On 12/08/21 18:06, Richard W.M. Jones wrote:
$ ./run guestfish -vx add-drive foo "readonly:true"
libguestfs: trace: set_pgroup true
libguestfs: trace: set_pgroup = 0
libguestfs: trace: add_drive "foo" "readonly:true"
libguestfs: error: foo:
libguestfs: trace: add_drive = -1 (error)
libguestfs: trace: close
libguestfs: closing guestfs handle 0x55c0bacf12a0 (state 0)
Note the "error: foo: " line. After hexdumping this I found that it
is actually printing random rubbish after the colon. It turns out
that strerror_r was not updating the buffer and so we were printing
random bytes from the stack.
strerror_r is hard to use and worse still there are two incompatible
variants in glibc.
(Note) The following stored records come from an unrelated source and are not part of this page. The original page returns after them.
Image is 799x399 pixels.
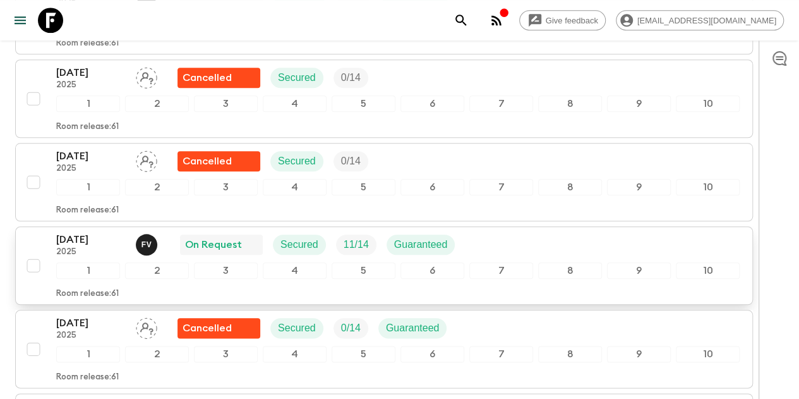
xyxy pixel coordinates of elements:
[183,70,232,85] p: Cancelled
[341,154,361,169] p: 0 / 14
[56,232,126,247] p: [DATE]
[183,154,232,169] p: Cancelled
[676,346,740,362] div: 10
[56,315,126,330] p: [DATE]
[183,320,232,336] p: Cancelled
[56,262,120,279] div: 1
[125,179,189,195] div: 2
[332,262,396,279] div: 5
[178,68,260,88] div: Flash Pack cancellation
[136,71,157,81] span: Assign pack leader
[386,320,440,336] p: Guaranteed
[15,143,753,221] button: [DATE]2025Assign pack leaderFlash Pack cancellationSecuredTrip Fill12345678910Room release:61
[336,234,377,255] div: Trip Fill
[449,8,474,33] button: search adventures
[15,226,753,305] button: [DATE]2025Francisco ValeroOn RequestSecuredTrip FillGuaranteed12345678910Room release:61
[341,320,361,336] p: 0 / 14
[538,179,602,195] div: 8
[178,318,260,338] div: Flash Pack cancellation
[56,122,119,132] p: Room release: 61
[270,151,324,171] div: Secured
[263,179,327,195] div: 4
[341,70,361,85] p: 0 / 14
[401,346,464,362] div: 6
[332,179,396,195] div: 5
[136,321,157,331] span: Assign pack leader
[56,179,120,195] div: 1
[56,330,126,341] p: 2025
[178,151,260,171] div: Flash Pack cancellation
[394,237,448,252] p: Guaranteed
[538,346,602,362] div: 8
[519,10,606,30] a: Give feedback
[469,262,533,279] div: 7
[136,234,160,255] button: FV
[538,95,602,112] div: 8
[56,65,126,80] p: [DATE]
[281,237,318,252] p: Secured
[273,234,326,255] div: Secured
[56,80,126,90] p: 2025
[607,179,671,195] div: 9
[334,68,368,88] div: Trip Fill
[56,164,126,174] p: 2025
[263,95,327,112] div: 4
[56,39,119,49] p: Room release: 61
[607,95,671,112] div: 9
[125,262,189,279] div: 2
[56,372,119,382] p: Room release: 61
[676,95,740,112] div: 10
[401,179,464,195] div: 6
[136,154,157,164] span: Assign pack leader
[334,318,368,338] div: Trip Fill
[56,205,119,215] p: Room release: 61
[263,262,327,279] div: 4
[469,346,533,362] div: 7
[15,59,753,138] button: [DATE]2025Assign pack leaderFlash Pack cancellationSecuredTrip Fill12345678910Room release:61
[136,238,160,248] span: Francisco Valero
[56,95,120,112] div: 1
[344,237,369,252] p: 11 / 14
[538,262,602,279] div: 8
[607,262,671,279] div: 9
[469,95,533,112] div: 7
[278,320,316,336] p: Secured
[401,262,464,279] div: 6
[56,346,120,362] div: 1
[8,8,33,33] button: menu
[125,95,189,112] div: 2
[125,346,189,362] div: 2
[263,346,327,362] div: 4
[270,68,324,88] div: Secured
[401,95,464,112] div: 6
[185,237,242,252] p: On Request
[676,179,740,195] div: 10
[631,16,784,25] span: [EMAIL_ADDRESS][DOMAIN_NAME]
[56,247,126,257] p: 2025
[194,262,258,279] div: 3
[332,346,396,362] div: 5
[56,289,119,299] p: Room release: 61
[332,95,396,112] div: 5
[676,262,740,279] div: 10
[278,70,316,85] p: Secured
[607,346,671,362] div: 9
[334,151,368,171] div: Trip Fill
[539,16,605,25] span: Give feedback
[270,318,324,338] div: Secured
[15,310,753,388] button: [DATE]2025Assign pack leaderFlash Pack cancellationSecuredTrip FillGuaranteed12345678910Room rele...
[194,346,258,362] div: 3
[278,154,316,169] p: Secured
[194,95,258,112] div: 3
[142,239,152,250] p: F V
[194,179,258,195] div: 3
[616,10,784,30] div: [EMAIL_ADDRESS][DOMAIN_NAME]
[56,148,126,164] p: [DATE]
[469,179,533,195] div: 7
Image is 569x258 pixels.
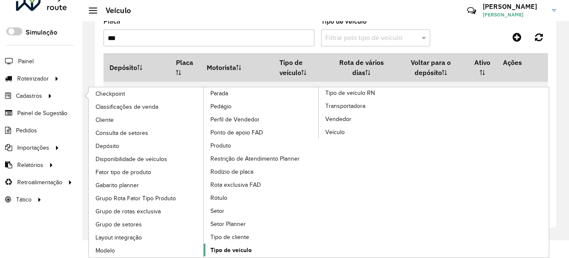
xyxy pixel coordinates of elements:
a: Cliente [89,113,204,126]
th: Depósito [104,53,170,82]
span: Fator tipo de produto [96,167,151,176]
td: Motorista [GEOGRAPHIC_DATA] [201,82,274,106]
span: Rota exclusiva FAD [210,180,261,189]
span: Gabarito planner [96,181,139,189]
span: Ponto de apoio FAD [210,128,263,137]
a: Parada [89,87,319,257]
a: Grupo de setores [89,218,204,230]
a: Setor [204,204,319,217]
td: 3/4 TRUCK 4 [274,82,329,106]
a: Checkpoint [89,87,204,100]
a: Contato Rápido [462,2,481,20]
a: Tipo de cliente [204,230,319,243]
a: Consulta de setores [89,126,204,139]
span: Painel de Sugestão [17,109,67,117]
span: Restrição de Atendimento Planner [210,154,300,163]
span: Pedágio [210,102,231,111]
span: Retroalimentação [17,178,62,186]
label: Placa [104,16,120,27]
td: Farid - [GEOGRAPHIC_DATA] [104,82,170,106]
th: Motorista [201,53,274,82]
span: Grupo Rota Fator Tipo Produto [96,194,176,202]
span: Depósito [96,141,119,150]
span: Vendedor [325,114,351,123]
a: Rodízio de placa [204,165,319,178]
span: Classificações de venda [96,102,158,111]
a: Rota exclusiva FAD [204,178,319,191]
span: Parada [210,89,228,98]
span: Rótulo [210,193,227,202]
a: Produto [204,139,319,151]
a: Restrição de Atendimento Planner [204,152,319,165]
a: Rótulo [204,191,319,204]
th: Rota de vários dias [329,53,394,82]
a: Ponto de apoio FAD [204,126,319,138]
span: Cadastros [16,91,42,100]
a: Depósito [89,139,204,152]
a: Fator tipo de produto [89,165,204,178]
th: Voltar para o depósito [394,53,467,82]
a: Classificações de venda [89,100,204,113]
label: Tipo de veículo [321,16,366,27]
th: Placa [170,53,201,82]
span: Consulta de setores [96,128,148,137]
a: Pedágio [204,100,319,112]
th: Tipo de veículo [274,53,329,82]
a: Vendedor [319,112,434,125]
th: Ativo [467,53,497,82]
span: Layout integração [96,233,142,242]
span: [PERSON_NAME] [483,11,546,19]
a: Tipo de veículo RN [204,87,434,257]
a: Transportadora [319,99,434,112]
span: Grupo de setores [96,220,142,228]
span: Rodízio de placa [210,167,253,176]
span: Pedidos [16,126,37,135]
a: Disponibilidade de veículos [89,152,204,165]
span: Disponibilidade de veículos [96,154,167,163]
a: Grupo Rota Fator Tipo Produto [89,191,204,204]
span: Tipo de veículo RN [325,88,375,97]
span: Setor [210,206,224,215]
th: Ações [497,53,547,71]
span: Roteirizador [17,74,49,83]
a: Layout integração [89,231,204,243]
span: Produto [210,141,231,150]
a: Gabarito planner [89,178,204,191]
span: Checkpoint [96,89,125,98]
span: Perfil de Vendedor [210,115,260,124]
h3: [PERSON_NAME] [483,3,546,11]
span: Importações [17,143,49,152]
a: Grupo de rotas exclusiva [89,204,204,217]
label: Simulação [26,27,57,37]
span: Relatórios [17,160,43,169]
td: TEL4E80 [170,82,201,106]
span: Tático [16,195,32,204]
span: Tipo de cliente [210,232,249,241]
a: Veículo [319,125,434,138]
span: Veículo [325,127,345,136]
span: Grupo de rotas exclusiva [96,207,161,215]
span: Painel [18,57,34,66]
h2: Veículo [97,6,131,15]
a: Perfil de Vendedor [204,113,319,125]
span: Transportadora [325,101,365,110]
span: Setor Planner [210,219,246,228]
a: Setor Planner [204,217,319,230]
span: Cliente [96,115,114,124]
Close reading of the GNU variant that we are using
shows that it doesn't always use the buffer passed in, which explains
what was happening here.
Try to fix usage of strerror_r and try to cope with the two variants
using _GNU_SOURCE.
Fixes:
https://bugzilla.redhat.com/show_bug.cgi?id=2030396
---
lib/errors.c | 15 ++++++++++++---
1 file changed, 12 insertions(+), 3 deletions(-)
diff --git a/lib/errors.c b/lib/errors.c
index bd9699eeb1..d599a21879 100644
--- a/lib/errors.c
+++ b/lib/errors.c
@@ -322,6 +322,7 @@ guestfs_int_perrorf (guestfs_h *g, const char *fs, ...)
const int errnum = errno;
int err;
char buf[256];
+ const char *errstr;
struct error_data *error_data = get_error_data (g);
va_start (args, fs);
@@ -330,11 +331,19 @@ guestfs_int_perrorf (guestfs_h *g, const char *fs, ...)
if (err < 0) return;
- ignore_value (strerror_r (errnum, buf, sizeof buf));
+#ifdef _GNU_SOURCE
+ /* GNU strerror_r */
+ errstr = strerror_r (errnum, buf, sizeof buf);
+#else
+ /* XSI-compliant strerror_r */
+ err = strerror_r (errnum, buf, sizeof buf);
+ if (err > 0) return;
+ errstr = buf;
+#endif
- msg = safe_realloc (g, msg, strlen (msg) + 2 + strlen (buf) + 1);
+ msg = safe_realloc (g, msg, strlen (msg) + 2 + strlen (errstr) + 1);
strcat (msg, ": ");
- strcat (msg, buf);
+ strcat (msg, errstr);
/* set_last_error first so that the callback can access the error
* message and errno through the handle if it wishes.